Sleep Quality Beyond Quantity: A Multidimensional Account for Students, Researchers, and Educators
Abstract
A view of sleep dominated by the prescription “get eight hours” is being replaced, across severalindependent strands of evidence, by a multidimensional model in which continuity, timing, regularity,architecture, and subjective satisfaction carry explanatory weight at least comparable to duration.This short paper synthesizes recent findings—most notably the American Heart Association’s 2025scientific statement on sleep health (St-Onge et al., 2025), advances in understanding the glymphaticclearance system (Hauglund, Andersen, et al., 2025; Hauglund and Nedergaard, 2025), thebehavioral-science literature on how subjective sleep quality is constructed (Ramlee et al., 2017;Akre et al., 2025; Thomson, 2026), a dynamical-systems reformulation of sleep onset as a bifurcation(Li et al., 2025;Wade, 2025), and the genetics of individual sleep need (Dong et al., 2022)—anddraws out their implications for students and future educators. We argue that (i) within the normal durationrange of roughly six to nine hours, marginal gains in sleep quality predict health and learningoutcomes more strongly than marginal gains in duration; (ii) stage-specific processes, in particularslow-wave N3 and REM, mediate memory consolidation and neural maintenance in ways that truncationof sleep on either end of the night cannot recover; (iii) regularity of the sleep–wake scheduleis emerging as a separable and possibly dominant predictor of long-term outcomes; (iv) the subjectivejudgment of sleep quality is itself a partly reconstructive inference that incorporates next-dayexperience, and objective and subjective measures assess distinguishable constructs; and (v) thewake-to-sleep transition is mathematically abrupt rather than gradual, with measurable precursorsthat make sleep-onset latency an objective rather than merely self-reported quantity. We close withpractical recommendations for students and guidance for educators who advise them.
A view of sleep dominated by the prescription “get eight hours” is being replaced, across severalindependent strands of evidence, by a multidimensional model in which continuity, timing, regularity,architecture, and subjective satisfaction carry explanatory weight at least comparable to duration.This short paper synthesizes recent findings—most notably the American Heart Association’s 2025scientific statement on sleep health (St-Onge et al., 2025), advances in understanding the glymphaticclearance system (Hauglund, Andersen, et al., 2025; Hauglund and Nedergaard, 2025), thebehavioral-science literature on how subjective sleep quality is constructed (Ramlee et al., 2017;Akre et al., 2025; Thomson, 2026), a dynamical-systems reformulation of sleep onset as a bifurcation(Li et al., 2025;Wade, 2025), and the genetics of individual sleep need (Dong et al., 2022)—anddraws out their implications for students and future educators. We argue that (i) within the normal durationrange of roughly six to nine hours, marginal gains in sleep quality predict health and learningoutcomes more strongly than marginal gains in duration; (ii) stage-specific processes, in particularslow-wave N3 and REM, mediate memory consolidation and neural maintenance in ways that truncationof sleep on either end of the night cannot recover; (iii) regularity of the sleep–wake scheduleis emerging as a separable and possibly dominant predictor of long-term outcomes; (iv) the subjectivejudgment of sleep quality is itself a partly reconstructive inference that incorporates next-dayexperience, and objective and subjective measures assess distinguishable constructs; and (v) thewake-to-sleep transition is mathematically abrupt rather than gradual, with measurable precursorsthat make sleep-onset latency an objective rather than merely self-reported quantity. We close withpractical recommendations for students and guidance for educators who advise them.
Cite this paper
Sepulveda-Jimenez, Alfredo (2026). Sleep Quality Beyond Quantity: A Multidimensional Account for Students, Researchers, and Educators. Zenodo.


All records below must be reproduced exactly, although any pictures they contain are to be omitted.

---

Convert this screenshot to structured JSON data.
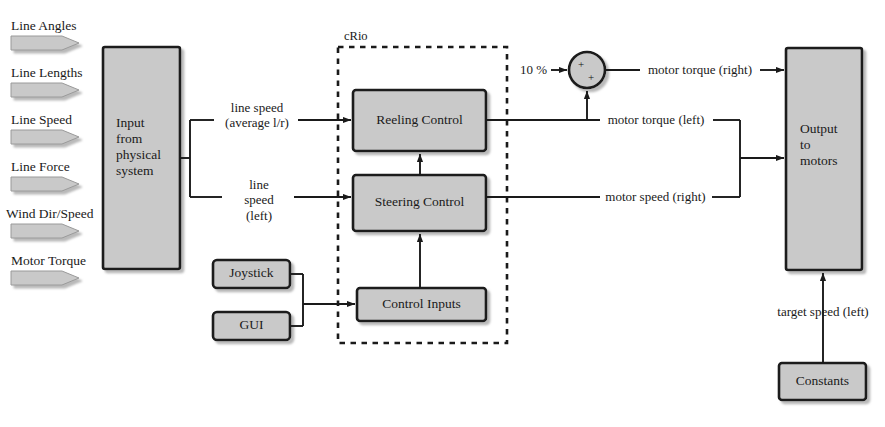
{
  "diagram": {
    "colors": {
      "block_fill": "#c9c9c9",
      "block_stroke": "#1a1a1a",
      "line": "#1a1a1a",
      "background": "#ffffff",
      "shadow": "#bfbfbf"
    },
    "inputs": [
      {
        "label": "Line Angles"
      },
      {
        "label": "Line Lengths"
      },
      {
        "label": "Line Speed"
      },
      {
        "label": "Line Force"
      },
      {
        "label": "Wind Dir/Speed"
      },
      {
        "label": "Motor Torque"
      }
    ],
    "blocks": {
      "input_from_physical_system": {
        "lines": [
          "Input",
          "from",
          "physical",
          "system"
        ]
      },
      "reeling_control": {
        "label": "Reeling Control"
      },
      "steering_control": {
        "label": "Steering Control"
      },
      "control_inputs": {
        "label": "Control Inputs"
      },
      "joystick": {
        "label": "Joystick"
      },
      "gui": {
        "label": "GUI"
      },
      "output_to_motors": {
        "lines": [
          "Output",
          "to",
          "motors"
        ]
      },
      "constants": {
        "label": "Constants"
      }
    },
    "container": {
      "crio_label": "cRio"
    },
    "summing_junction": {
      "gain_label": "10 %",
      "sign_left": "+",
      "sign_bottom": "+"
    },
    "signals": {
      "line_speed_avg": {
        "lines": [
          "line speed",
          "(average l/r)"
        ]
      },
      "line_speed_left": {
        "lines": [
          "line",
          "speed",
          "(left)"
        ]
      },
      "motor_torque_right": {
        "label": "motor torque (right)"
      },
      "motor_torque_left": {
        "label": "motor torque (left)"
      },
      "motor_speed_right": {
        "label": "motor speed (right)"
      },
      "target_speed_left": {
        "label": "target speed (left)"
      }
    }
  }
}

---

* **RESULT**
Convert this screenshot to structured JSON data.
{
  "diagram": {
    "colors": {
      "block_fill": "#c9c9c9",
      "block_stroke": "#1a1a1a",
      "line": "#1a1a1a",
      "background": "#ffffff",
      "shadow": "#bfbfbf"
    },
    "inputs": [
      {
        "label": "Line Angles"
      },
      {
        "label": "Line Lengths"
      },
      {
        "label": "Line Speed"
      },
      {
        "label": "Line Force"
      },
      {
        "label": "Wind Dir/Speed"
      },
      {
        "label": "Motor Torque"
      }
    ],
    "blocks": {
      "input_from_physical_system": {
        "lines": [
          "Input",
          "from",
          "physical",
          "system"
        ]
      },
      "reeling_control": {
        "label": "Reeling Control"
      },
      "steering_control": {
        "label": "Steering Control"
      },
      "control_inputs": {
        "label": "Control Inputs"
      },
      "joystick": {
        "label": "Joystick"
      },
      "gui": {
        "label": "GUI"
      },
      "output_to_motors": {
        "lines": [
          "Output",
          "to",
          "motors"
        ]
      },
      "constants": {
        "label": "Constants"
      }
    },
    "container": {
      "crio_label": "cRio"
    },
    "summing_junction": {
      "gain_label": "10 %",
      "sign_left": "+",
      "sign_bottom": "+"
    },
    "signals": {
      "line_speed_avg": {
        "lines": [
          "line speed",
          "(average l/r)"
        ]
      },
      "line_speed_left": {
        "lines": [
          "line",
          "speed",
          "(left)"
        ]
      },
      "motor_torque_right": {
        "label": "motor torque (right)"
      },
      "motor_torque_left": {
        "label": "motor torque (left)"
      },
      "motor_speed_right": {
        "label": "motor speed (right)"
      },
      "target_speed_left": {
        "label": "target speed (left)"
      }
    }
  }
}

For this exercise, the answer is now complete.